- Source: Bialik House
Bialik House (Hebrew: בית ביאליק, Beit Bialik) was the home of the Hebrew national poet Hayyim Nahman Bialik in the center of Tel Aviv, Israel, and is now used as a museum. The museum is located on 22 Bialik Street, Tel Aviv, close to the old city hall building.
History
Bialik purchased a plot of land in Tel Aviv through the offices of the Geula company before settling in Israel in March 1924. The site was a sandy area leading off Allenby Street not far from a hotel under construction that later became the Tel Aviv municipality. A foundation stone-laying ceremony was held in the presence of Bialik's close friends, among them Ahad Haam, a resident of Tel Aviv since 1922. The house was built by the Solel Boneh company under the supervision of Eliezer Kaplan, later Israel's first minister of finance.
Architecture
The house was built in 1925 by Joseph Minor, an architect who had studied under Alexander Baerwald. The two were among a group of architects attempting to develop a "Hebrew style" of architecture, by combining western building forms with stylistic elements characteristic of the Middle East or thought or known to have been in use in the ancient Jewish kingdoms of Eretz Israel. While the interior is in the Arts and Crafts movement style, then popular in northern Europe, orientalizing features include a tower, outdoor terraces, domes, pointed-arch windows and extensive tile work.
The most notable tiles are in the first floor reception room. Here, the entryway features a columned archway featuring the tiles produced by the Bezalel school featuring the designs of Ze'ev Raban produced as ceramic art tiles. One of the columns has tile cartouches of the twelve months, the other, the twelve tribes of Israel. On the sides are a pair of cartouches, one, the famous "Judea capta" coin issued by the Emperor Titus after the Roman defeat of the Jewish Revolt of the year 70. The well-known coin shows a woman, Judea, sitting under a palm tree in chains, over her stands the Roman Emperor in armor. The artist riffs on this familiar image with a scene featuring Judea liberated, rising as the chains break.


__DIRECTIONS FOR THIS TASK__:
In the entries below, find each line with the string "marker" and copy it.

[[ DATA TO USE open ]]

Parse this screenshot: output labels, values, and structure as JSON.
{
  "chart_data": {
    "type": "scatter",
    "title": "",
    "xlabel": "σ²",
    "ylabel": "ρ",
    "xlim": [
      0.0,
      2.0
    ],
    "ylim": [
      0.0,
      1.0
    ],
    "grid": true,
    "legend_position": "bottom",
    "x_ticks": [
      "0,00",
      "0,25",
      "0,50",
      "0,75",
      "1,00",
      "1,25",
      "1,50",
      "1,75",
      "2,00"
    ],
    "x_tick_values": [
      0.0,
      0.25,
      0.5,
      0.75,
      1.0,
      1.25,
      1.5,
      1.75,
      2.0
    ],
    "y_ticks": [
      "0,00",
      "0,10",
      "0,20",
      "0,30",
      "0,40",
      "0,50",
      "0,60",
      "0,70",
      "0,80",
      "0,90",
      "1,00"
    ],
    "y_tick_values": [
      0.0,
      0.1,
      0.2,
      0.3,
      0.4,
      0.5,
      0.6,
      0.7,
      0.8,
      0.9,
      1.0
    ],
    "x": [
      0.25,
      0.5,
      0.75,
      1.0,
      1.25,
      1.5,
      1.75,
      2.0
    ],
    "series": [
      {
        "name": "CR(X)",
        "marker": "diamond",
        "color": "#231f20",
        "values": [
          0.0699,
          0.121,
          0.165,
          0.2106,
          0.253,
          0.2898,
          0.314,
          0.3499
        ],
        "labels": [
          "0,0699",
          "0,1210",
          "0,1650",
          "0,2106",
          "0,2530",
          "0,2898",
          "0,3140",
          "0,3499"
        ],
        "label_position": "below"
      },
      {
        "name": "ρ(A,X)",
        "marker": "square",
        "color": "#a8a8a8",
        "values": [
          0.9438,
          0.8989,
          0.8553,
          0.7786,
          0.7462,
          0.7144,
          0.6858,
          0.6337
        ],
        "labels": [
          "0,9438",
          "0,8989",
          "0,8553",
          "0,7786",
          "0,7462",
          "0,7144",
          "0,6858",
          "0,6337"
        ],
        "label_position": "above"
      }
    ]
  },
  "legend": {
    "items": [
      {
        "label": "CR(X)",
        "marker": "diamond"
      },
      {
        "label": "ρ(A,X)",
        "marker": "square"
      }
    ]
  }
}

[[ DATA TO USE closed ]]

__SOLVED PROBLEM__:
        "marker": "diamond",
        "marker": "square",
        "marker": "diamond"
        "marker": "square"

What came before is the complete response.